PESHAWAR: Emergency Operations Centre, Khyber Pakhtunkhwa, is launching the second phase of the four-day polio campaign in harder districts after completing the first phase of the drive in relatively soft districts successfully.
The campaign started from September 1, was conducted in Dir Upper, Dir Lower, Swat, Abbottabad, Mansehra, Battagram, Torghar, Kohistan Lower, Kohistan Upper, Kolai Palas, Mardan, Mohmand, Peshawar, Khyber, Kohat and Kurram and three partial districts including Charsadda, Nowshera and Swabi.
During the campaign, 4.013 million children of the total 4.087 million target children were vaccinated. Vaccinators immunised 99 per cent children and recorded only 9,397 refusal cases during the drive.
Peshawar, the epicentre of defiant parents, remained atop of the list with 6,299 children staying unvaccinated. No incident of violence was recorded during the exercise. However, the real test of the authorities concerned is beginning today (Monday) when health worker will start vaccinating children in the districts that have always been difficult with regard to security situation.
First phase of drive records only 9,397 refusal cases
These districts included Upper Dir, Bannu, Lakki Marwat, Tank, Dera Ismail Khan, South Waziristan Upper and Lower while partial drive will take place in Swat and Bajaur, targeting 1.4 million toddlers below five years.
Khyber Pakhtunkhwa has reported 16 polio cases of the total 24 recorded this year so far. Six children got crippled due to poliomyelitis in Sindh and one each in Punjab and Gilgit-Baltistan in 2025.

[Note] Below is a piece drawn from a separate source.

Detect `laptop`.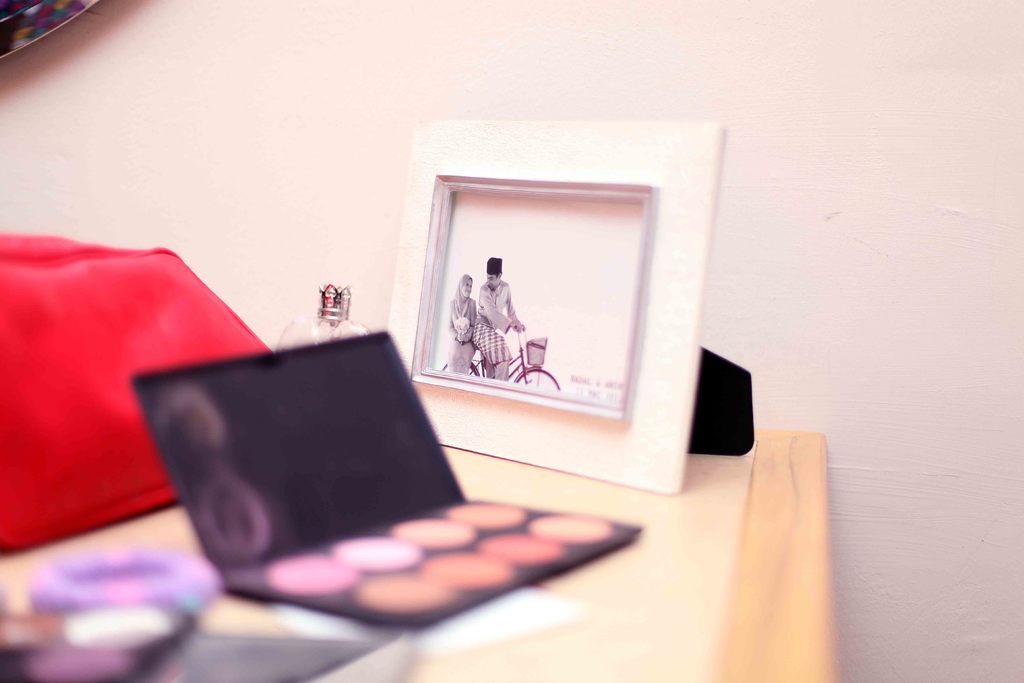
Detected at 116:323:552:629.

Four of the polio cases in Khyber Pakhtunkhwa belong to Tank, three each to Bannu, Lakki Marwat and North Waziristan while one each hails from Torghar, Dera Ismail Khan and Kohistan Lower. The main burden of the cases is seen in these districts where the campaign is taking off.
Sources privy to polio situation in these districts, say that law and order situation has been the main challenge to smooth-sailing of the campaign.

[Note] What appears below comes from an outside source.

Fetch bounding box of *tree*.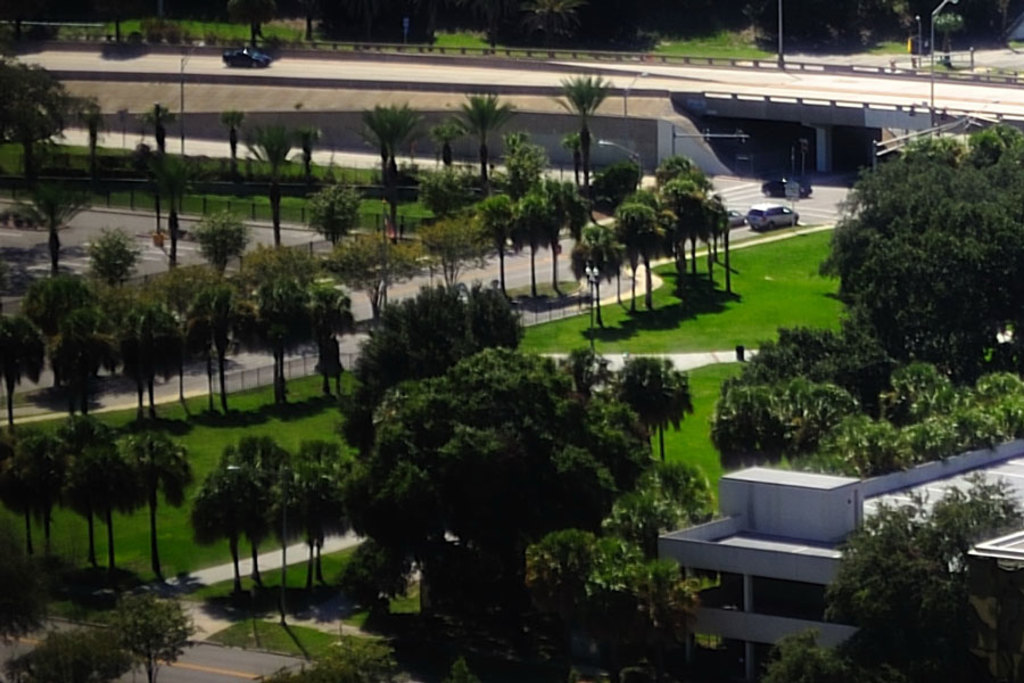
Bbox: (612, 349, 696, 485).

Since 2012, polio teams have been facing violent attacks by opponents of the vaccine, mostly in these districts. More than 120 persons have lost their lives and over 300 have sustained injuries in these attacks. This is the main reason that vaccinators take part in the campaign under constant threats of fear of attacks despite deployment of heavy security by the government.
“As a result, vaccinators resort to fake reporting about the coverage to escape reprisals by those considering polio vaccine against Islam or being laced with ingredients that render the recipients infertile and impotent,” say sources.
These arguments have been rejected by Islamic scholars and medical scientists in Islamic countries but these are still depriving children of vaccination, only to make them handicapped for their entire lives, they add.
Emergency Operation Centre on its part is conducting awareness sessions for media, paediatricians and religious scholars from time to time that have drastically reduced the myths surrounding the efficacy of the vaccine but still a few of the target children stay without vaccination.
Experts say that any country wanting to be declared polio-free has to vaccinate all its children three years in a row to get polio-free certificate. But in Pakistan, the vicious cycle continues as authorities inoculate more than 98 per cent children in every effort but the fewer unvaccinated children pose the threat and the disease continues to haunt toddlers, they add.
Officials say that Chief Secretary Shahab Ali Shah, being the head of the provincial task force on polio, has been actively pursuing district administrations to ensure that all children in their respective districts get the vaccine. “It is hoped that the campaign this time around will show positive trends,” they say.